The cruel con of post-trauma stress debriefing. Why it's done, and why it doesn't work.
Ben Hills
NOTHING in his 22 years as a railwayman had prepared Geoff Howell for his gruesome discovery when he was called out one night to secure the scene of a suicide in a railway cutting near the racecourse in Albury's northern suburbs.
By the light of his torch, the assistant station master picked out a severed hand, then a foot, then other mangled body parts. The woman who had thrown herself onto the tracks in front of the XPT Sydney-Melbourne express that summer night in 1992 had been chopped into 42 pieces.
It didn't help that a woman had earlier telephoned the Albury station to ask whether the XPT was on time. Nor that before he went to the cutting someone had told him that a garbage bin was needed at the scene, not an ambulance.
Japan's island of the damned. How a nation exiled its lepers
Ben Hills
THE white-painted arched span, like a miniature version of the Sydney Harbour Bridge, is barely 100 metres long - but it took more than half a century to get it built. This highly symbolic bridge links Japan's mainland with a tiny, mountainous island called Naga-shima which juts out of the warm, grey waters of the Seto Inland Sea, surrounded by a cobweb of oyster-beds. Since 1930, when the first settlers came to Naga-shima, the only way to reach the island was by ferry or by swimming across the fast-flowing straits in which many people drowned. And that was the way most Japanese wanted it to stay, because Naga-shima is one of the country's most shameful secrets - an island of the damned, where people were exiled, never to return.
How negligence killed Japan's haemophiliacs.
Ben Hills
THE curtain goes up this afternoon on a black drama which the organisers hope will expose to the world the tragedy of Japan's hidden AIDS victims - the 1,800 people infected with the virus because the Government failed to stop the distribution of contaminated blood products. In the main hall of the futuristic new international convention centre in the port city of Yokohama, actors, activists and people with AIDS will act out the decade-long battle for recognition and compensation by Japan's hemophiliac community.
It's not part of the official program of the 10th international conference on AIDS - the annual extravaganza of AIDS researchers and activists - which is expected to attract 10,000 people from 140 countries.
Fake healers. Why Australia's $1 billion-a-year alternative medicine industry is ineffective and out of control.
Ben Hills investigates
HIS doctor was afraid only drastic chemotherapy could save the little boy's life. His parents were convinced the deadly cancer of the jaw could be cured by a gadget that delivers a minute electric current. Last January, four-year-old Liam Williams-Holloway was taken away from the hospital at Dunedin, on New Zealand's South Island, where he was being treated, and placed under the care of Gerard and Dawn Uys, alternative health practitioners with no medical qualifications, who use a homemade device they call a Quantum Booster which they claim "boosts the immune system" and "kills the bacteria that cause cancer".
Appalled, the local health authority applied successfully to the courts to have the child declared a ward of the state - and provoked a passionate national debate about the merits of therapies rejected by medical science, and the "rights" of parents to choose their children's treatment, even when it may kill them.
Copper 7. The killer IUD that destroyed the lives of thousands of women
Ben Hills
TO SALLY Walker, doubled up in agony in the doctor's surgery, the words were as bad as a death sentence: "The gynaecologist told me he would have to operate to remove my (fallopian) tubes. I had f----d up my life and would never have babies. I just ran out of there in hysterics." That was in 1979 when Walker, then 22, thought she had her whole life ahead of her - a home, marriage, a family. Instead, at 40, she now lives alone in the Queensland resort town of Noosa, her fiance having abruptly called off the wedding when he learnt she could not have children.
AIDS - the great medical cover-up
Ben Hills
IT was some time in 1987 that Ichiro Tanaka began to feel unwell and was sent by his doctor for a check-up at a local hospital not far from Tokyo. Although he was only 23 and otherwise pretty fit, Ichiro was a hemophiliac - a hereditary condition effecting only males, in which the body does not produce the agent needed to make the blood clot.
In the old days, most hemophiliacs simply bled to death at an early age. Even with modern treatment, many suffer from painful deformities of the arms and legs and can wind up in a wheelchair.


■ EXERCISE: While copying the entries exactly, leave out each picture they contain.

========================================================================

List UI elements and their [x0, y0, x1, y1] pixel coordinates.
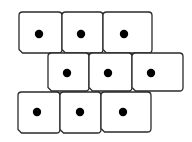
cell — [19, 12, 62, 53]
cell — [48, 53, 89, 91]
cell-tissue-diagram — [0, 0, 192, 142]
nucleus — [104, 69, 112, 77]
middle-row — [48, 53, 183, 91]
cell — [132, 53, 183, 91]
nucleus — [147, 69, 155, 77]
bottom-row — [18, 92, 151, 133]
cell — [103, 12, 152, 53]
cell-rows — [18, 12, 183, 133]
cell — [62, 12, 103, 53]
cell — [89, 53, 132, 91]
cell — [18, 92, 60, 133]
nucleus — [76, 108, 84, 116]
top-row — [19, 12, 152, 53]
nucleus — [77, 30, 85, 38]
cell-wall — [132, 53, 183, 91]
cell — [101, 92, 151, 132]
nucleus — [35, 30, 43, 38]
nucleus — [63, 69, 71, 77]
nucleus — [120, 30, 128, 38]
nucleus — [119, 108, 127, 116]
cell — [60, 92, 101, 133]
nucleus — [33, 108, 41, 116]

========================================================================

■ ANSWER FOR THE TASK:
List UI elements and their [x0, y0, x1, y1] pixel coordinates.
cell — [19, 12, 62, 53]
cell — [48, 53, 89, 91]
cell-tissue-diagram — [0, 0, 192, 142]
nucleus — [104, 69, 112, 77]
middle-row — [48, 53, 183, 91]
cell — [132, 53, 183, 91]
nucleus — [147, 69, 155, 77]
bottom-row — [18, 92, 151, 133]
cell — [103, 12, 152, 53]
cell-rows — [18, 12, 183, 133]
cell — [62, 12, 103, 53]
cell — [89, 53, 132, 91]
cell — [18, 92, 60, 133]
nucleus — [76, 108, 84, 116]
top-row — [19, 12, 152, 53]
nucleus — [77, 30, 85, 38]
cell-wall — [132, 53, 183, 91]
cell — [101, 92, 151, 132]
nucleus — [35, 30, 43, 38]
nucleus — [63, 69, 71, 77]
nucleus — [120, 30, 128, 38]
nucleus — [119, 108, 127, 116]
cell — [60, 92, 101, 133]
nucleus — [33, 108, 41, 116]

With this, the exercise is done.